1. The Patriots' offense had some help from the Jets' shoddy secondary or the over-officious referees , . . take your pick. The Pats increased their lead from 7-3 to 21-3 with two second-quarter scoring drives, and both greatly benefitted from generous calls. The first was a defensive holding call on Juston Burris away from the play, turning an incomplete pass on third-and-10 (and a certain Patriots punt) into a first down. Five plays later, a could-have-been-flagged-could-have-been-ignored pass-interference call on Marcus Maye moved the ball from the Pats' 44 to the Jets' 17, and New England scored four plays later to increase its lead to 14-3. On the next drive, another defensive holding call on Burris turned a third-down incompletion into a first down at the Jets' 26, setting up a Tom Brady-to-Dion Lewis touchdown pass with 24 seconds left that made the score 21-3.

2. As one door closes, another opens. The Jets decided to take Rob Gronkowski out of the Patriots' offense and they did so successfully; the double-teamed Gronk didn't get so much as a target from Brady. Instead the Pats' main offensive weapon became Lewis, and what a weapon he was -- 26 carries for 93 yards, 6 catches for 40 yards, and two touchdowns.,

3. So much for the Patriots' defensive problems on third down. The Pats' well-chronicled woes in getting off the field on third down completely disappeared today. The Jets failed to convert a third down in -- count 'em -- 12 attempts, mainly because the Patriots had them in third-and-long for a good part of the afternoon. (They did, however, convert a fourth-down attempt in garbage time in the final two minutes.)

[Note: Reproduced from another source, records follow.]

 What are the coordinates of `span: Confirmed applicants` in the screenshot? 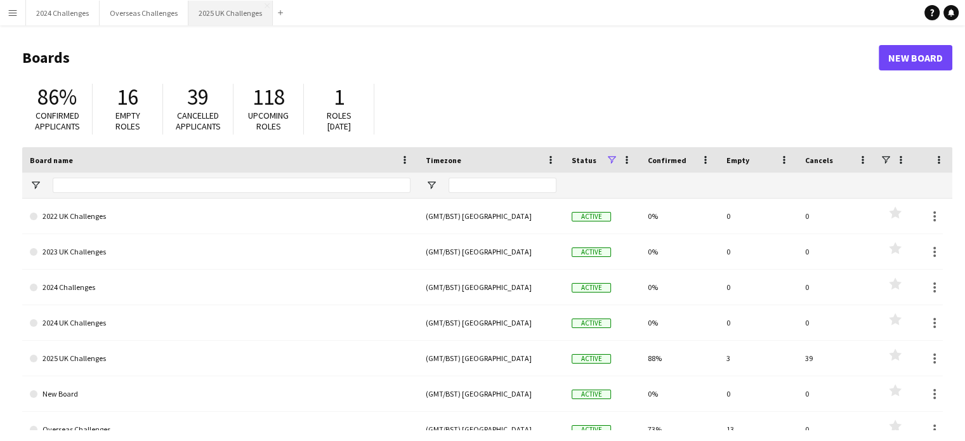 It's located at (57, 120).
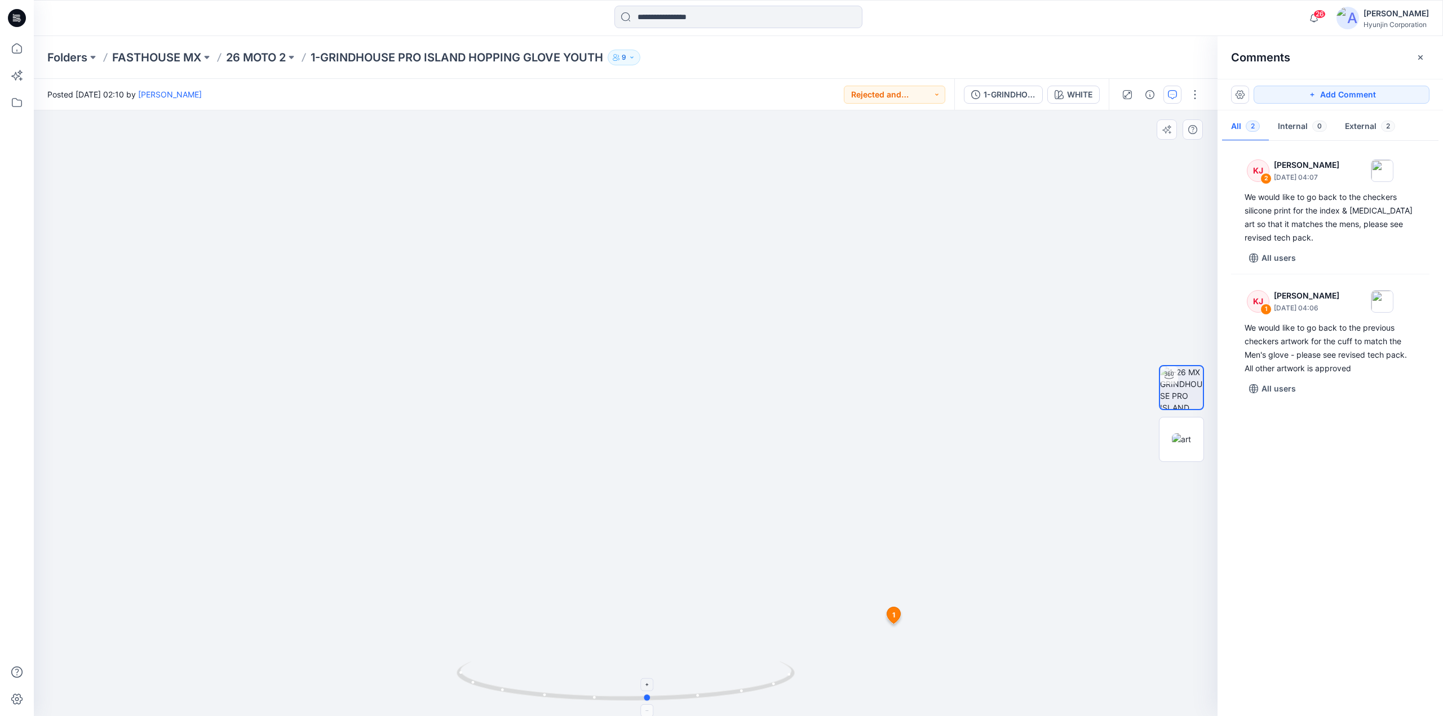  Describe the element at coordinates (1181, 439) in the screenshot. I see `img: art` at that location.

4. The road -- once again -- goes through Foxboro. The Steelers were so certain the Pats would dispatch the Jets that they sat many of their key players -- Ben Roethlisberger and Le'Veon Bell among them -- for their finale against the Browns, even though their only hope of wresting the No. 1 seed in the AFC playoffs away from the Patriots was to beat Cleveland while New England was losing to New York. None of that happened, of course; the Steelers beat the Browns anyway (and saddled Cleveland with the second 0-16 season in NFL history) and the Pats, of course, took care of business against the Jets. So for the second straight season, the third time in the last four years, and the sixth time in the last eight years, the Patriots will be at home throughout the AFC playoffs. Only once (in 2010, when they lost to Rex Ryan's Jets in the divisional round) have they failed to get to the AFC Championship Game as the No. 1 seed, only once have they lost an AFC Championship Game in Foxboro (in 2012, to the Ravens), and they've gotten to three Super Bowls over that span. And won two.

5. And finally . . . James Harrison punctuated his Patriots debut with two sacks. You can be sure that won't go unnoticed in Pittsburgh.